How I Developed the Scout Flight Controller, Part 9: A Lesson in Persistence
This article is part of a series documenting the development of a custom quadcopter flight controller from scratch. For a list of the other related articles, please refer to the introductory article found here.
In the previous articles in this series on how I developed a custom quadcopter flight controller from scratch. While my explanations were direct, to the point, and simplistic, getting to this point was anything but simple. This was by far the hardest engineering challenge I have faced to date — software engineering, electrical engineering, and aviation engineering. This project forced me to use all of the skills I have been honing for the past several years and then pick up many news ones.
I’m thankful for this challenge as I learned a tremendous amount throughout this process — a lot of which I will continue to use in my future projects. However, there were many times I doubted I would ever be able to finish this project successfully during its duration.
I would never call this an easy task, and this video shows why:
Scout’s Development
I started developing the Scout Flight Controller on April 29, 2023. I worked diligently on this project, starting from scratch, and built from ground up until, 70 days later, Scout took its first successful flight:
In the 70 days of development, I made 1,194 commits (code changes/updates/tweaks) to the Scout software code repository. That is an average of 17 commits per day!

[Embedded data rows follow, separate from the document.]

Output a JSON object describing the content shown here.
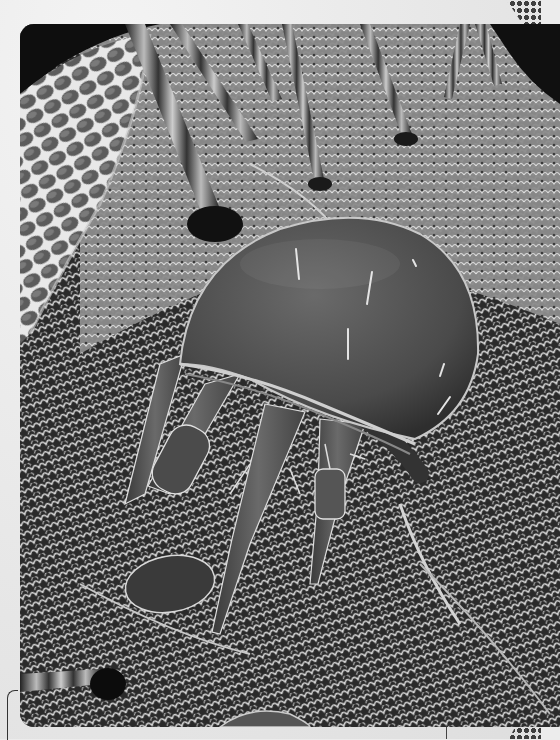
{
  "page": {
    "type": "scanned book page",
    "background_color": "#ececec"
  },
  "photo": {
    "subject": "scanning electron micrograph of a mite on an insect head",
    "color_mode": "grayscale",
    "elements": {
      "compound_eye": "top-left",
      "bristles": "top edge, angled downward",
      "mite_body": "center-right, dome-shaped",
      "mite_legs": "lower-left of body",
      "cuticle_texture": "scaly reticulated surface"
    },
    "colors": {
      "dark": "#1a1a1a",
      "mid": "#6e6e6e",
      "light": "#d8d8d8",
      "body": "#555555"
    }
  },
  "decorations": {
    "halftone_dots": [
      "top-right",
      "bottom-right"
    ],
    "margin_bracket": "bottom-left",
    "margin_tick": "bottom"
  }
}
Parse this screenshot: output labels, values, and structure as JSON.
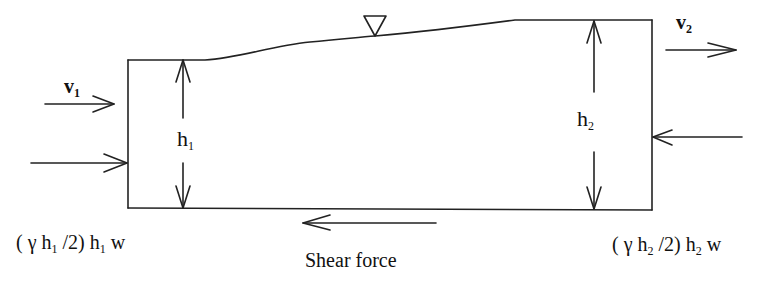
{
  "diagram": {
    "labels": {
      "v1": {
        "base": "v",
        "sub": "1"
      },
      "v2": {
        "base": "v",
        "sub": "2"
      },
      "h1": {
        "base": "h",
        "sub": "1"
      },
      "h2": {
        "base": "h",
        "sub": "2"
      },
      "force_left": {
        "pre": "( γ h",
        "sub1": "1",
        "mid": " /2) h",
        "sub2": "1",
        "post": " w"
      },
      "force_right": {
        "pre": "( γ h",
        "sub1": "2",
        "mid": " /2) h",
        "sub2": "2",
        "post": " w"
      },
      "shear": "Shear force"
    },
    "symbols": [
      "water-surface-triangle"
    ],
    "stroke_color": "#222222"
  }
}
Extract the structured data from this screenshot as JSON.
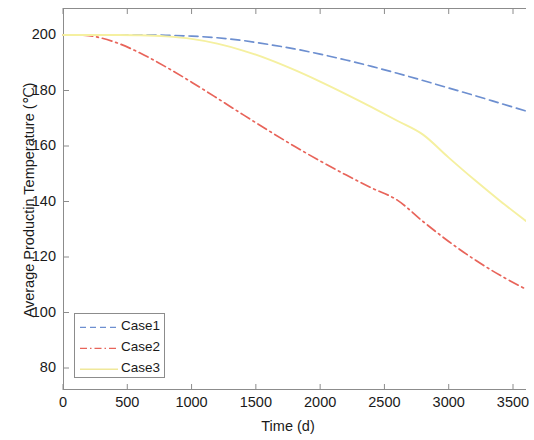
{
  "chart_data": {
    "type": "line",
    "title": "",
    "xlabel": "Time (d)",
    "ylabel": "Average Productin Temperature (℃)",
    "xlim": [
      0,
      3950
    ],
    "ylim": [
      73,
      205
    ],
    "xticks": [
      0,
      500,
      1000,
      1500,
      2000,
      2500,
      3000,
      3500
    ],
    "xtick_labels": [
      "0",
      "500",
      "1000",
      "1500",
      "2000",
      "2500",
      "3000",
      "3500"
    ],
    "yticks": [
      80,
      100,
      120,
      140,
      160,
      180,
      200
    ],
    "ytick_labels": [
      "80",
      "100",
      "120",
      "140",
      "160",
      "180",
      "200"
    ],
    "grid": false,
    "legend_position": "lower-left",
    "note": "plot area extends past right edge of image (cropped)",
    "series": [
      {
        "name": "Case1",
        "color": "#6d8fd0",
        "style": "dashed",
        "x": [
          0,
          200,
          400,
          600,
          800,
          1000,
          1200,
          1400,
          1600,
          1800,
          2000,
          2200,
          2400,
          2600,
          2800,
          3000,
          3200,
          3400,
          3600
        ],
        "values": [
          200.0,
          200.0,
          200.0,
          200.0,
          199.9,
          199.6,
          199.0,
          198.0,
          196.6,
          195.0,
          193.1,
          191.0,
          188.7,
          186.2,
          183.6,
          180.9,
          178.2,
          175.4,
          172.6
        ]
      },
      {
        "name": "Case2",
        "color": "#e8645a",
        "style": "dash-dot",
        "x": [
          0,
          200,
          400,
          600,
          800,
          1000,
          1200,
          1400,
          1600,
          1800,
          2000,
          2200,
          2400,
          2600,
          2800,
          3000,
          3200,
          3400,
          3600
        ],
        "values": [
          200.0,
          199.8,
          197.5,
          193.5,
          188.5,
          183.0,
          177.2,
          171.3,
          165.5,
          159.9,
          154.6,
          149.6,
          144.9,
          140.5,
          132.8,
          125.6,
          119.1,
          113.4,
          108.4
        ]
      },
      {
        "name": "Case3",
        "color": "#f5f0a0",
        "style": "solid",
        "x": [
          0,
          200,
          400,
          600,
          800,
          1000,
          1200,
          1400,
          1600,
          1800,
          2000,
          2200,
          2400,
          2600,
          2800,
          3000,
          3200,
          3400,
          3600
        ],
        "values": [
          200.0,
          200.0,
          200.0,
          199.9,
          199.5,
          198.6,
          196.9,
          194.4,
          191.2,
          187.4,
          183.2,
          178.7,
          174.0,
          169.1,
          164.1,
          155.8,
          147.8,
          140.2,
          133.0
        ]
      }
    ]
  },
  "legend": {
    "items": [
      {
        "label": "Case1"
      },
      {
        "label": "Case2"
      },
      {
        "label": "Case3"
      }
    ]
  },
  "axes": {
    "x_label": "Time (d)",
    "y_label": "Average Productin Temperature (℃)"
  }
}
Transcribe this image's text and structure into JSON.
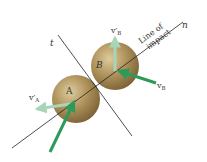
{
  "diagram": {
    "labels": {
      "axis_n": "n",
      "axis_t": "t",
      "line_of_impact_1": "Line of",
      "line_of_impact_2": "impact",
      "ball_a": "A",
      "ball_b": "B",
      "v_a_prime": "v′",
      "v_a_prime_sub": "A",
      "v_b_prime": "v′",
      "v_b_prime_sub": "B",
      "v_b": "v",
      "v_b_sub": "B"
    },
    "colors": {
      "ball_fill": "#a88a55",
      "ball_highlight": "#d8c79a",
      "ball_shadow": "#7d6335",
      "arrow_initial": "#2e9a5a",
      "arrow_final": "#a8d4b8",
      "line": "#222222",
      "text": "#333333"
    }
  }
}
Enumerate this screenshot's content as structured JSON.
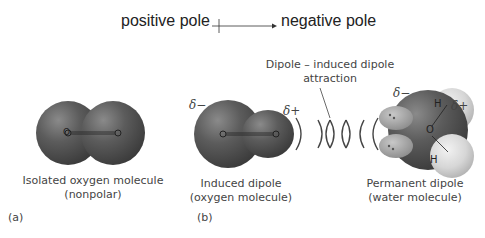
{
  "header": {
    "positive_label": "positive pole",
    "negative_label": "negative pole"
  },
  "panel_a": {
    "caption_line1": "Isolated oxygen molecule",
    "caption_line2": "(nonpolar)",
    "panel_label": "(a)",
    "atom_label_left": "O",
    "atom_label_right": "O"
  },
  "panel_b": {
    "attraction_line1": "Dipole – induced dipole",
    "attraction_line2": "attraction",
    "induced": {
      "delta_minus": "δ−",
      "delta_plus": "δ+",
      "caption_line1": "Induced dipole",
      "caption_line2": "(oxygen molecule)"
    },
    "permanent": {
      "delta_minus": "δ−",
      "delta_plus": "δ+",
      "oxygen_label": "O",
      "hydrogen_top": "H",
      "hydrogen_bottom": "H",
      "caption_line1": "Permanent dipole",
      "caption_line2": "(water molecule)"
    },
    "panel_label": "(b)"
  },
  "colors": {
    "oxygen_sphere": "#5a5a5a",
    "hydrogen_sphere": "#d8d8d8",
    "text": "#333333"
  }
}
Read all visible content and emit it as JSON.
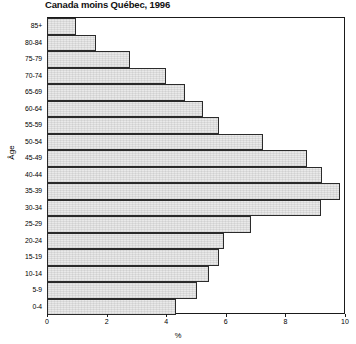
{
  "chart": {
    "title_line1": "Profil selon l'âge, population de langue maternelle française",
    "title_line2": "Canada moins Québec, 1996",
    "ylabel": "Âge",
    "xlabel": "%"
  },
  "chart_data": {
    "type": "bar",
    "orientation": "horizontal",
    "xlabel": "%",
    "ylabel": "Âge",
    "xlim": [
      0,
      10
    ],
    "xticks": [
      0,
      2,
      4,
      6,
      8,
      10
    ],
    "xtick_labels": [
      "0",
      "2",
      "4",
      "6",
      "8",
      "10"
    ],
    "grid": false,
    "legend": "none",
    "bar_fill": "#e9e9e9",
    "bar_edge": "#2b2b2b",
    "categories": [
      "85+",
      "80-84",
      "75-79",
      "70-74",
      "65-69",
      "60-64",
      "55-59",
      "50-54",
      "45-49",
      "40-44",
      "35-39",
      "30-34",
      "25-29",
      "20-24",
      "15-19",
      "10-14",
      "5-9",
      "0-4"
    ],
    "values": [
      0.95,
      1.6,
      2.75,
      3.95,
      4.6,
      5.2,
      5.75,
      7.2,
      8.7,
      9.2,
      9.8,
      9.15,
      6.8,
      5.9,
      5.75,
      5.4,
      5.0,
      4.3
    ]
  }
}
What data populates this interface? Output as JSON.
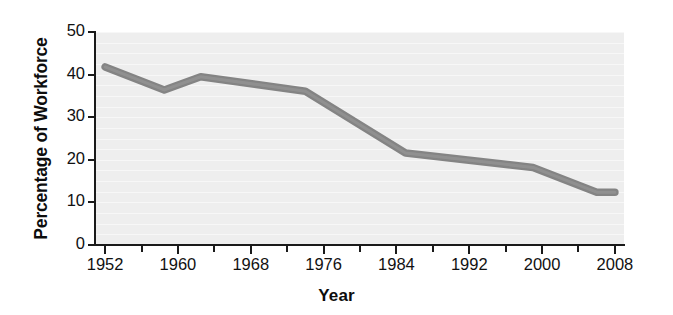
{
  "chart_data": {
    "type": "line",
    "title": "",
    "xlabel": "Year",
    "ylabel": "Percentage of Workforce",
    "xlim": [
      1951,
      2009
    ],
    "ylim": [
      0,
      50
    ],
    "grid": true,
    "legend": "none",
    "line_color": "#848484",
    "background_color": "#eeeeee",
    "axis_color": "#1a1a1a",
    "x_ticks": [
      1952,
      1956,
      1960,
      1964,
      1968,
      1972,
      1976,
      1980,
      1984,
      1988,
      1992,
      1996,
      2000,
      2004,
      2008
    ],
    "x_tick_labels": [
      "1952",
      "",
      "1960",
      "",
      "1968",
      "",
      "1976",
      "",
      "1984",
      "",
      "1992",
      "",
      "2000",
      "",
      "2008"
    ],
    "y_ticks": [
      0,
      10,
      20,
      30,
      40,
      50
    ],
    "y_tick_labels": [
      "0",
      "10",
      "20",
      "30",
      "40",
      "50"
    ],
    "series": [
      {
        "name": "Percentage of Workforce",
        "x": [
          1952,
          1958.5,
          1962.5,
          1974,
          1985,
          1999,
          2006,
          2008
        ],
        "values": [
          41.8,
          36.4,
          39.5,
          36.1,
          21.6,
          18.2,
          12.4,
          12.4
        ]
      }
    ]
  }
}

During that process, I completely re-wrote the Scout flight controller software from scratch 3 times! During its development, I constantly asked myself the question if I was writing the Scout flight controller software on the wrong platform. Is something as inexpensive and underpowered as the Raspberry Pi Pico, with its 133 MHz processor, sufficient for running a PID controller adjustment loop at 250 times per second? Do I need the “luxury” of an operating system like Linux for multi-threading? If so, I should instead be building this on a full microcomputer like the Raspberry Pi Zero W.
I would flip back and forth between targeting development for the Raspberry Pi Pico Microcontroller (written in MicroPython) and the Raspberry Pi Microcomputer (written in Python). While the two are obviously very similar, there are major differences in implementation logic that must be addressed. Additionally, the entire architecture changes as you gain/lose the benefit of things like multi-threading.
Fortunately, I was able to squeeze enough performance out of the Raspberry Pi Pico and architect the code in a way that handle all required functions of a flight controller.
A Lesson in Persistence
Despite all the challenges, setbacks, headaches, doubts, and more, I’m proud and thankful that I continued with this project. Please do not, in any way, think that this was an easy or simple feat. This took me a lot of time to figure out. If you decide to use this series (and others) as a tutorial/guide for building your own drone or flight controller software, be patient with yourself. I hope that, by following the steps and code I provide in this guide, you’re able to fair much better than I did.
But if you aren’t, be patient with yourself. You’ll learn so much during this project — the process is just as valuable as the destination! Afterall, if the destination of having a functioning drone is actually more important to you, just buy one from DJI.
What’s next?
I’m incredibly proud of the Scout Flight Controller. While it is, in many ways, my greatest technical achievement, it is severely lacking in features to many modern-day consumer drones like those made by DJI.
In the next chapter, I will list some of the areas that I will be improving on in my next iteration of quadcopter flight controller software!